With this book, published more than a half-century ago, Aldo Leopold created the discipline of wildlife management. Although A Sand Country Almanac is doubtless Leopold’s most popular book, Game Management may well be his most important. In this book he revolutionized the field of conservation.
In the mid-1990s, the NYPD created a performance management strategy known as Compstat. It consisted of computerized data, crime analysis, and advanced crime mapping coupled with middle management accountability and crime strategy meetings with high-ranking decision makers. While initially credited with a dramatic reduction in crime, questions quic
Game ranch management has been recognised as one of the most important reference works on African game. This major revision of the standard work is a worthy successor.
Game Development Essentials is the only four-color text in the market that offers a comprehensive introduction on game project management in an informal and accessible style, while concentrating on both theory and practice. Game Development Essentials is the only four-color text in the market that offers a comprehensive introduction on game project management in an informal and accessible style, while concentrating on both theory and practice.
Architects and engineers can build models to test their ideas - why not managers? In Game Theory in Management: Modelling Business Decisions and Their Consequences, author Michael Hatfield presents a series of mathematically structured analogies to real-life business and economic interaction scenarios, and then, using modern game theory, he shows how to test common managerial technical approaches for their effectiveness. His results are astonishing: if game theory is correct then many commonly-held and taught management approaches and techniques are not only less effective than thought, they are actually detrimental in many areas where they are held to be beneficial. Game Theory in Management also examines managerial implications from network theory, cartage schemes, risk management theory, management information system epistemology, and other areas where the quantification and testing of business decisions can be employed to identify winning and losing stratagems. While the topic may seem complex, Game Theory in Management is a readable and fast-paced book; readers will come away with an entirely new perspective on the objectives, tactics, even purpose of management, and ways of evaluating the selected strategies and decisions of those within the team, inside the macro organization, and among competitors. Easily-employed tests for the validity and efficacy of management information systems are also addressed, as are those environments where cartage schemes can be most effective, and where they are not. In the areas of asset, project, and strategic management, Game Theory in Management is certain to become a game-changer.
Contributions by authors about each of the big game mammals including exotics. Includes chapters on early management, big game values, nutrition, population behaviour, predators, and other aspects of management.
Introduces a realistic approach to leading, managing, and growing your Agile team or organization. Written for current managers and developers moving into management, Appelo shares insights that are grounded in modern complex systems theory, reflecting the intense complexity of modern software development. Recognizes that today's organizations are living, networked systems; that you can't simply let them run themselves; and that management is primarily about people and relationships. Deepens your understanding of how organizations and Agile teams work, and gives you tools to solve your own problems. Identifies the most valuable elements of Agile management, and helps you improve each of them.
The Great Game of Business started a business revolution by introducing the world to open-book management, a new way of running a business that created unprecedented profit and employee engagement. The revised and updated edition of The Great Game of Business lays out an entirely different way of running a company. It wasn't dreamed up in an executive think tank or an Ivy League business school or around the conference table by big-time consultants. It was forged on the factory floors of the heartland by ordinary folks hoping to figure out how to save their jobs when their parent company, International Harvester, went down the tubes. What these workers created was a revolutionary approach to management that has proven itself in every industry around the world for the past thirty years--an approach that is perhaps the last, best hope for reviving the American Dream.
Kiumajut [Talking Back]: Game Management and Inuit Rights 1900-70 examines Inuit relations with the Canadian state, with a particular focus on two interrelated issues. The first is how a deeply flawed set of scientific practices for counting animal populations led policymakers to develop policies and laws intended to curtail the activities of Inuit hunters. Animal management informed by this knowledge became a justification for attempts to educate and, ultimately, to regulate Inuit hunters. The second issue is Inuit responses to the emerging regime of government intervention. The authors look closely at resulting court cases and rulings, as well as Inuit petitions. The activities of the first Inuit community council are also examined in exploring how Inuit began to “talk back” to the Canadian state. The authors’ award-winning previous collaboration, Tammarniit [Mistakes]: Inuit Relocation in the Eastern Arctic 1939-63, focused on government responsibility, social welfare, and relocation in Inuit relations with the state. Kiumajut is not a continuation of Tammarniit, but rather an interrelated, stand-alone study that examines a separate range of issues relevant to a historical understanding of community development in Nunavut. Kiumajut draws on new material compiled from archival sources and from an archive of oral interviews conducted by the authors with Inuit elders and others between 1997 and 1999. This volume provides the reader with new and important insights for understanding this critical period in the history of Inuit in Canada.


In the lines below, count those containing the word "labels" and give the number alone.

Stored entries
☆ ☆ ☆ ☆

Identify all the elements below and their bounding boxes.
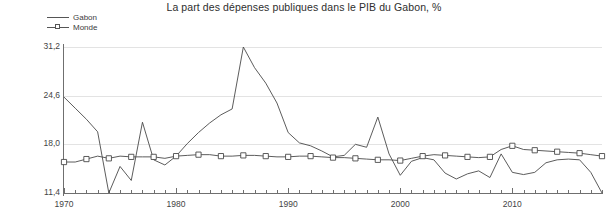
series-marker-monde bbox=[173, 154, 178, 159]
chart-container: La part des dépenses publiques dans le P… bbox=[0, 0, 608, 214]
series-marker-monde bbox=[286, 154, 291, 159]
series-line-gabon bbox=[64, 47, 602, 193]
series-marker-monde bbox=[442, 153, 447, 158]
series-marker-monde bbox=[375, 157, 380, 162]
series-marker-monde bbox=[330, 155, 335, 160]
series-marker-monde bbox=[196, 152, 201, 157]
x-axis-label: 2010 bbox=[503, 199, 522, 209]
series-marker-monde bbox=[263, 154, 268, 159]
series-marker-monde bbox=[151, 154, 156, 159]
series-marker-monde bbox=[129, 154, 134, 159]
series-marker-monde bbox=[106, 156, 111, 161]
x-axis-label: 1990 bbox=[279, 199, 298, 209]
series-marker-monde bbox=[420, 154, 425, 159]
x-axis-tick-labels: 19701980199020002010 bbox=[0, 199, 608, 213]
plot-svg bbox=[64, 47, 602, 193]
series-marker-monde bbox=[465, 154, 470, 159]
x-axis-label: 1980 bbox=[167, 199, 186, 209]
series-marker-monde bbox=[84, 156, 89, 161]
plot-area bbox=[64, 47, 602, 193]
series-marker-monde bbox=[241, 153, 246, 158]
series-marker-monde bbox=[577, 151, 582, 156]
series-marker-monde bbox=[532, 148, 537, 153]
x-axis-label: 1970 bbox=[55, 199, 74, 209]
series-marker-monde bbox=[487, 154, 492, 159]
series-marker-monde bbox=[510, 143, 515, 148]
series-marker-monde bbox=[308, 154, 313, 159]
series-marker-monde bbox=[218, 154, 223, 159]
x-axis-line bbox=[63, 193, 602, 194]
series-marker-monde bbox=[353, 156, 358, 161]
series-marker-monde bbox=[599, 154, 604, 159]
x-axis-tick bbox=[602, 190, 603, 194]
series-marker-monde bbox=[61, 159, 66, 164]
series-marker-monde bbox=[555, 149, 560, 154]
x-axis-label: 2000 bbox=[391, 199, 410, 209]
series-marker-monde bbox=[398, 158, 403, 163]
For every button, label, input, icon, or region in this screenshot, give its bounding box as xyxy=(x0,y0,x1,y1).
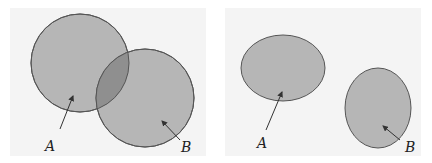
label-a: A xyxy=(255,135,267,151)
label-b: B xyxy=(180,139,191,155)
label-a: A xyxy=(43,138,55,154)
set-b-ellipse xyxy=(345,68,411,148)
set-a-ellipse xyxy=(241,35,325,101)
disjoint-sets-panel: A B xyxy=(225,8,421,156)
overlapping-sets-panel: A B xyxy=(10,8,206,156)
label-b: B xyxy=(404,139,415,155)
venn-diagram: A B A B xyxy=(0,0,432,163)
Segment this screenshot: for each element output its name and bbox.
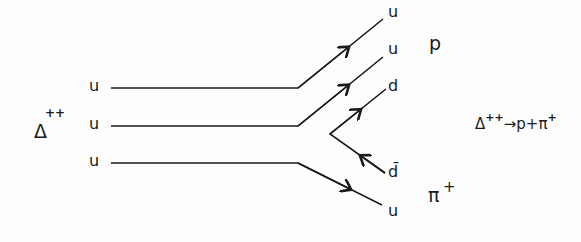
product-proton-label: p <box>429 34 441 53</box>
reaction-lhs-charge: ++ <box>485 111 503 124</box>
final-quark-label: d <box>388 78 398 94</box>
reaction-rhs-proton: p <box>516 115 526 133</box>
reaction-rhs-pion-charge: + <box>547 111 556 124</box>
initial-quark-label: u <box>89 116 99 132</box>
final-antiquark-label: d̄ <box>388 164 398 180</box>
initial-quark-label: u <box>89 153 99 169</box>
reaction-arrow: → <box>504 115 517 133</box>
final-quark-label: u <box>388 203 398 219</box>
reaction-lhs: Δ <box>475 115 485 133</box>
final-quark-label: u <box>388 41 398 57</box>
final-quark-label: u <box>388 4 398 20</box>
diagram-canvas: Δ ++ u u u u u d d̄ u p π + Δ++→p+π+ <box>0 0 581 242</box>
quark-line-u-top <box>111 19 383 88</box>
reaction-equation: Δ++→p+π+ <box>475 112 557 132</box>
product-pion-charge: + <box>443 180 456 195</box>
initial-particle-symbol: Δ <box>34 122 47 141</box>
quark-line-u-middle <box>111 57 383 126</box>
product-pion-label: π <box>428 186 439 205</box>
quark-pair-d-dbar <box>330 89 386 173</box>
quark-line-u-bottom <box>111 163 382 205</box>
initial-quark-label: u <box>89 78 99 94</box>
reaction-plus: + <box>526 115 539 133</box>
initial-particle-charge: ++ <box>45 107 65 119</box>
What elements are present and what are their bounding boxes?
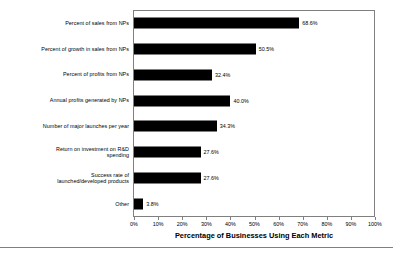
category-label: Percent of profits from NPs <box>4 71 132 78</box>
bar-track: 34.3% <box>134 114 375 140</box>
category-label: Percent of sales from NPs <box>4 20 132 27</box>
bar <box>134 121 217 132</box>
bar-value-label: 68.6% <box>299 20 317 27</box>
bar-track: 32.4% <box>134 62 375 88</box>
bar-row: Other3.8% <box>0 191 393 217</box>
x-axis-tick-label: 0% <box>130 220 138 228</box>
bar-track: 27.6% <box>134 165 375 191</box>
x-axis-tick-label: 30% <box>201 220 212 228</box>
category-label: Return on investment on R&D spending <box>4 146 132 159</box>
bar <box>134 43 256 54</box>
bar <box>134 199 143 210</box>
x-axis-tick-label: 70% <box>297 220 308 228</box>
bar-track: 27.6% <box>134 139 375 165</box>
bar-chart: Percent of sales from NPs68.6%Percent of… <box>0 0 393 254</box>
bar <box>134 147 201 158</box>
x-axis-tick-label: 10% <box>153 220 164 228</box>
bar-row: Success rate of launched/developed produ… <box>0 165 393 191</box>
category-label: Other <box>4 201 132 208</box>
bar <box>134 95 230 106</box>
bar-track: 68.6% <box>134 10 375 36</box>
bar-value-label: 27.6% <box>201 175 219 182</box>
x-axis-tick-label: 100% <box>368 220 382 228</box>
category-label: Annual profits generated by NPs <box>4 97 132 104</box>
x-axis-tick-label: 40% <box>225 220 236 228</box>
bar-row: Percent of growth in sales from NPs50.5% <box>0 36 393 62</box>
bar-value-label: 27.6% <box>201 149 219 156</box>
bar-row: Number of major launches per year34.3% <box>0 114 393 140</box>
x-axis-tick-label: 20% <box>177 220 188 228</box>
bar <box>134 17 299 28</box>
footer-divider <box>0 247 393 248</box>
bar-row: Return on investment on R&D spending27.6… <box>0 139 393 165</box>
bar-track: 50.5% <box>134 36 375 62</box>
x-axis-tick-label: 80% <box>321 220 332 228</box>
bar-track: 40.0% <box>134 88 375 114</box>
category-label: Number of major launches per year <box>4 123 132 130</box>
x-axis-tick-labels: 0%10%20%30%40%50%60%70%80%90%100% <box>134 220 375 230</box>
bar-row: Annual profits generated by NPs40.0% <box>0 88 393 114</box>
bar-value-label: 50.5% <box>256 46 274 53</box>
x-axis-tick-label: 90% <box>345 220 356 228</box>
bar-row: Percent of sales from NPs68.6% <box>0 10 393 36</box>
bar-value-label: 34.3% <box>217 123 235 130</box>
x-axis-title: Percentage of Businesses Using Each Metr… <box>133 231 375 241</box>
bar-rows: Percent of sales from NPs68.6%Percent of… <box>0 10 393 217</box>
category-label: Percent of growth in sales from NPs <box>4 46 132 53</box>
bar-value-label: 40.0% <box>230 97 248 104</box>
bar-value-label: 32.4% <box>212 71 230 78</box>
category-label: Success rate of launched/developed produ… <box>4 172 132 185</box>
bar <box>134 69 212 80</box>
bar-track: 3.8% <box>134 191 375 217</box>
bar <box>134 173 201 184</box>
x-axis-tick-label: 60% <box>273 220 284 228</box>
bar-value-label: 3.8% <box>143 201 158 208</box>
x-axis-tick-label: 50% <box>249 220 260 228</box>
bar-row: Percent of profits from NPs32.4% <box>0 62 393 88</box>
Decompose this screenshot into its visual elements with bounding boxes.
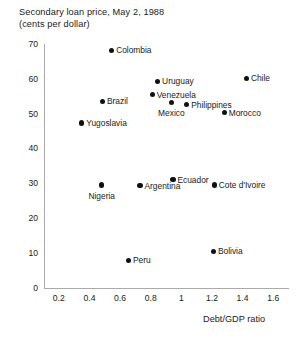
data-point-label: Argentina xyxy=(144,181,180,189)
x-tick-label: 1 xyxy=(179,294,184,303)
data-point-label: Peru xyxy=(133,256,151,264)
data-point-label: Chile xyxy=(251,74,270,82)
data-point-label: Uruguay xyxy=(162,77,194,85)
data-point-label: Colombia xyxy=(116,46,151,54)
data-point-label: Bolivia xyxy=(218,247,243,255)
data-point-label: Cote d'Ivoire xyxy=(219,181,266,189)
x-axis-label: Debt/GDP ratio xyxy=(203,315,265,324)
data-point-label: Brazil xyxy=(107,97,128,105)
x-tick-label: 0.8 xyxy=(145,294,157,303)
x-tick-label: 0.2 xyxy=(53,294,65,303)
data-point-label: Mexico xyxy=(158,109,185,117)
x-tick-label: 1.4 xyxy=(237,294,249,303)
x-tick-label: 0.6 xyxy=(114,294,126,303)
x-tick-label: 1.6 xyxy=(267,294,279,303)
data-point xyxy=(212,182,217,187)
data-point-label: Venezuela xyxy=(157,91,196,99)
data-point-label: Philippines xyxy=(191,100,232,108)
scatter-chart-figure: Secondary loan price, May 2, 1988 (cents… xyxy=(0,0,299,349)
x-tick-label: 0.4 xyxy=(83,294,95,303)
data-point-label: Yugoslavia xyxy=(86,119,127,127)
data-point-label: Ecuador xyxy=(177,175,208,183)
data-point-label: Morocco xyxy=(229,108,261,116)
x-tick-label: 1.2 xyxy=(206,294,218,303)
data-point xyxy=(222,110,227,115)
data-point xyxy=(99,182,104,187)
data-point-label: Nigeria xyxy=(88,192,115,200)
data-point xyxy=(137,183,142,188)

☆ ☆ ☆ ☆

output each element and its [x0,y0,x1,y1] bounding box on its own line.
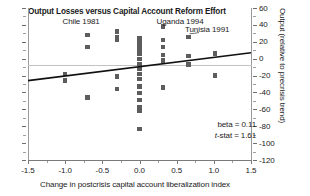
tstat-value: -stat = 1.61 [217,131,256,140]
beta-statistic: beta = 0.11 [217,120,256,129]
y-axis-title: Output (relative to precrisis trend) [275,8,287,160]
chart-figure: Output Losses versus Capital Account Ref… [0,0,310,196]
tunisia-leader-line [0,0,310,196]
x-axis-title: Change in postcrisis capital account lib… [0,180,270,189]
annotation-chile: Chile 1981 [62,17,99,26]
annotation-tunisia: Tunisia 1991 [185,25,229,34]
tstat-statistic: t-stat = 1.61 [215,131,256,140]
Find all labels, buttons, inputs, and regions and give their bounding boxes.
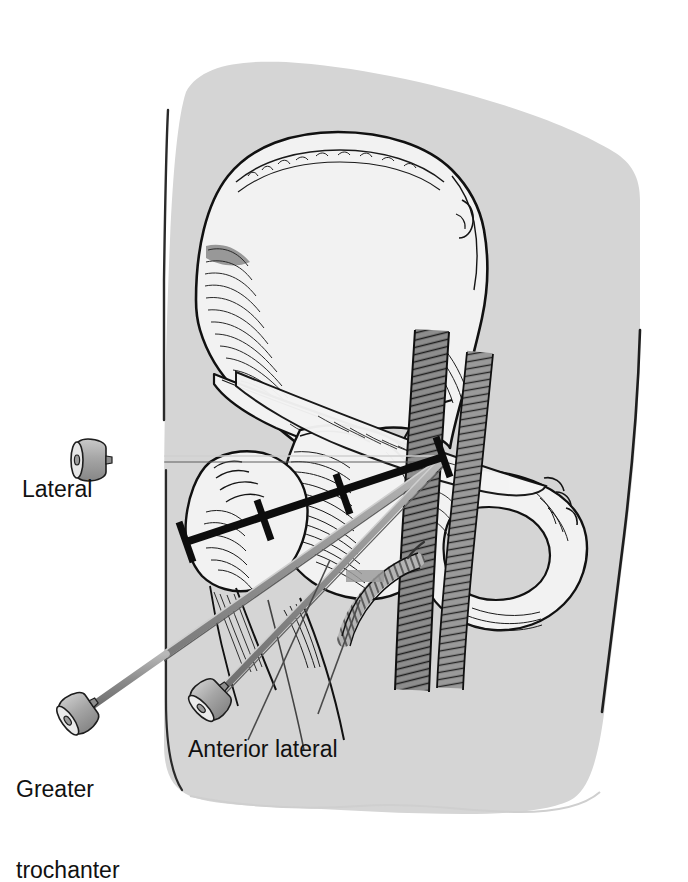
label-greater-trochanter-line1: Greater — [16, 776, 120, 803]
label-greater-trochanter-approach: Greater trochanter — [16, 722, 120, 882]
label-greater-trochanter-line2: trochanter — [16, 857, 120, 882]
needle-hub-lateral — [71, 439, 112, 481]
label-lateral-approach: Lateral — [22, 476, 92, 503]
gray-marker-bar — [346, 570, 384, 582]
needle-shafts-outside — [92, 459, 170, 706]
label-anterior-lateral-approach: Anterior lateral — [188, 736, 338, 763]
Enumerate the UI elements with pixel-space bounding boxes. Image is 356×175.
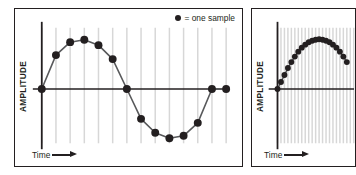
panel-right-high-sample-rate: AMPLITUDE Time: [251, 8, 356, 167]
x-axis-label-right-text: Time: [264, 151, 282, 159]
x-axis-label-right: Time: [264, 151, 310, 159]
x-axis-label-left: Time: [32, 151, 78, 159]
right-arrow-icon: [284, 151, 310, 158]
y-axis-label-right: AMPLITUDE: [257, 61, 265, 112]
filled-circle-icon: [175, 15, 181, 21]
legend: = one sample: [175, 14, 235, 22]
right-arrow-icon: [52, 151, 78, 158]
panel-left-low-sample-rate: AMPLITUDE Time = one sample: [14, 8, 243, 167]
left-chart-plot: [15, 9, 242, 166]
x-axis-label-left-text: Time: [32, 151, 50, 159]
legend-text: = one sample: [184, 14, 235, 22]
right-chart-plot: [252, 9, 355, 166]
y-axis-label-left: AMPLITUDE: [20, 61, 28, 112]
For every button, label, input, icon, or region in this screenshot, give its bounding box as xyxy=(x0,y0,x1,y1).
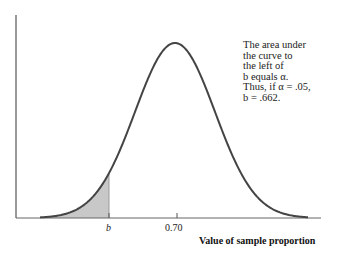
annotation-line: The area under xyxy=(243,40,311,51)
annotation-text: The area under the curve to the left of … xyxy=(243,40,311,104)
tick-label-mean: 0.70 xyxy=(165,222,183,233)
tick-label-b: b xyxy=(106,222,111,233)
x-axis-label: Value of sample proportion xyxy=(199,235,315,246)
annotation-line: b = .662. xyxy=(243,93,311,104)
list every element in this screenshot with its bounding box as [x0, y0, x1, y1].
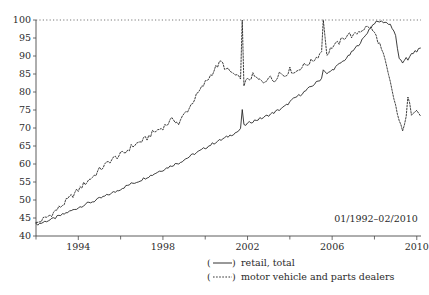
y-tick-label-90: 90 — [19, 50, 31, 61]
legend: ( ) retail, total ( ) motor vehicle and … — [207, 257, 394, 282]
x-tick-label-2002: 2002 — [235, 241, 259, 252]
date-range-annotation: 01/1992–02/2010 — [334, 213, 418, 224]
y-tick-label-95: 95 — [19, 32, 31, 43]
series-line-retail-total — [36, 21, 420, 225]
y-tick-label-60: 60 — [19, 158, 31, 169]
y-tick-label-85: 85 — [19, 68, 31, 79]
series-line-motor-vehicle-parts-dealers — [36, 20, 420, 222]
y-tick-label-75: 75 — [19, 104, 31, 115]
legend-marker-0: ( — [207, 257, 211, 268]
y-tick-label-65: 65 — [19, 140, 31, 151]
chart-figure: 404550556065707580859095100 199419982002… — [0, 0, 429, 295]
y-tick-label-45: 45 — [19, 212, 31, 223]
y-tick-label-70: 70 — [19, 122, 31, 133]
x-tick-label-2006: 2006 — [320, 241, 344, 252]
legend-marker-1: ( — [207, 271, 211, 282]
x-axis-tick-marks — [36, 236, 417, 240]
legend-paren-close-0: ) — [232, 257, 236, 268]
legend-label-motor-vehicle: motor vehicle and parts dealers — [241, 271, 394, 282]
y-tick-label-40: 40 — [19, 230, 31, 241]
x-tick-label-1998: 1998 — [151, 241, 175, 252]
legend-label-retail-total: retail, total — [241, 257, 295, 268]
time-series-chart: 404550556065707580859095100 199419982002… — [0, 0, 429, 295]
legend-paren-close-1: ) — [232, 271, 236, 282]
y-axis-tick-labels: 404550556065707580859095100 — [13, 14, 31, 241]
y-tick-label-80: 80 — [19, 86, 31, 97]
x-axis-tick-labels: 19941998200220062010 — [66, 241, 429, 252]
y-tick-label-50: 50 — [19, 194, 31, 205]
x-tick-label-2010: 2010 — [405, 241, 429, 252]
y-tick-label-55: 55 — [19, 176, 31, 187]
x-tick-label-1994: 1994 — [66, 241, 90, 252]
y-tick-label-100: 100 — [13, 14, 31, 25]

☆ ☆ ☆ ☆

- **ANSWER TO THIS EXERCISE**:
5